Under the guidance of Squyres and the MER team, the twin rovers – Spirit and Opportunity – have taken us on a vicarious journey across the plains and craters of Mars, their cameras capturing images of a magnificent alien world.
“Exploration is both adventure and discovery, and Steve Squyres and the MER team have provided an abundance of both,” said Louis Friedman, Executive Director of The Planetary Society. “Steve has demonstrated great leadership and scientific insight, revealing a Mars that beckons to us to explore in person its distant horizons.”
Friedman added, “We congratulate Steve and the whole MER team and note with pride that Society President Jim Bell has played a major role as leader of the Pancam team. We also recognize the fantastic work of the engineering teams at NASA Jet Propulsion Laboratory and in the aerospace industry. They built and operate the rovers, and made this mission possible.”
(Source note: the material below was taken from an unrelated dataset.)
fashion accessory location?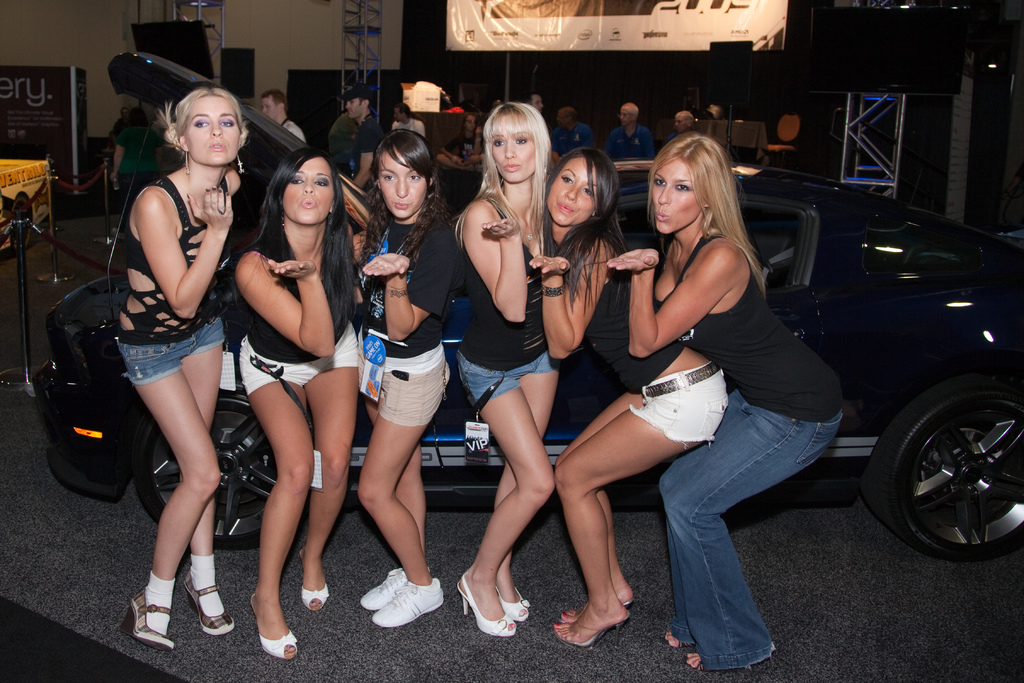
left=560, top=609, right=631, bottom=649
The Thomas O. Paine Award for the Advancement of Human Exploration of Mars is named for Tom Paine, who served on The Planetary Society’s Board of Directors for many years and was NASA Administrator at the time of the Apollo 11 Moon landing. The Award recognizes the group or individual who has done the most to advance the eventual human exploration of Mars.
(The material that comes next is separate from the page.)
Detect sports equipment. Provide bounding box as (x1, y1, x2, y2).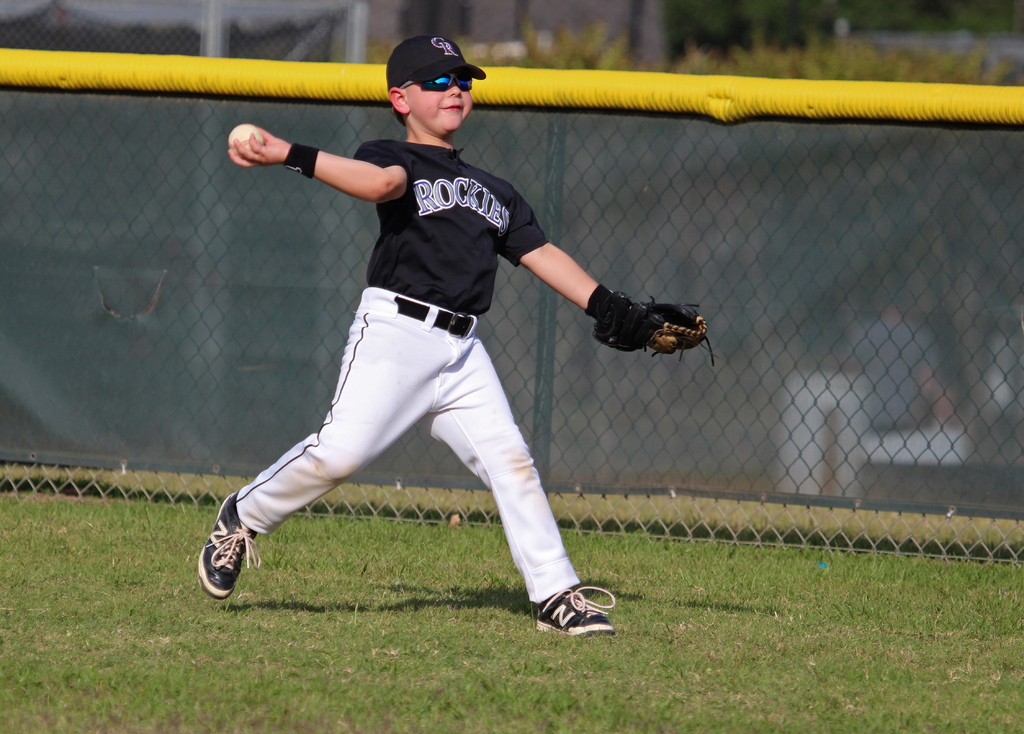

Each winner is presented with a copy of the Mars flag that Tom Paine designed in 1984. The particular flag presented to Squyres was flown on NASA’s Space Shuttle Discovery to the International Space Station in July, 2006.
The presentation took place in the Senate Hart Building in Washington, D.C. at a Planetary Society event held entitled “Looking to the Future on the 75th Anniversary of the Birth of Carl Sagan.” Attendees included Planetary Society board members Bill Nye the Science Guy and “Nova Science Now” host Neil deGrasse Tyson, Deputy NASA Administrator Lori Garver, Sagan’s widow and collaborator Ann Druyan, and musician Jack White. Wesley T. Huntress, Jr., Director Emeritus of the Geophysical Laboratory, Carnegie Institution of Washington, presented the award to Squyres.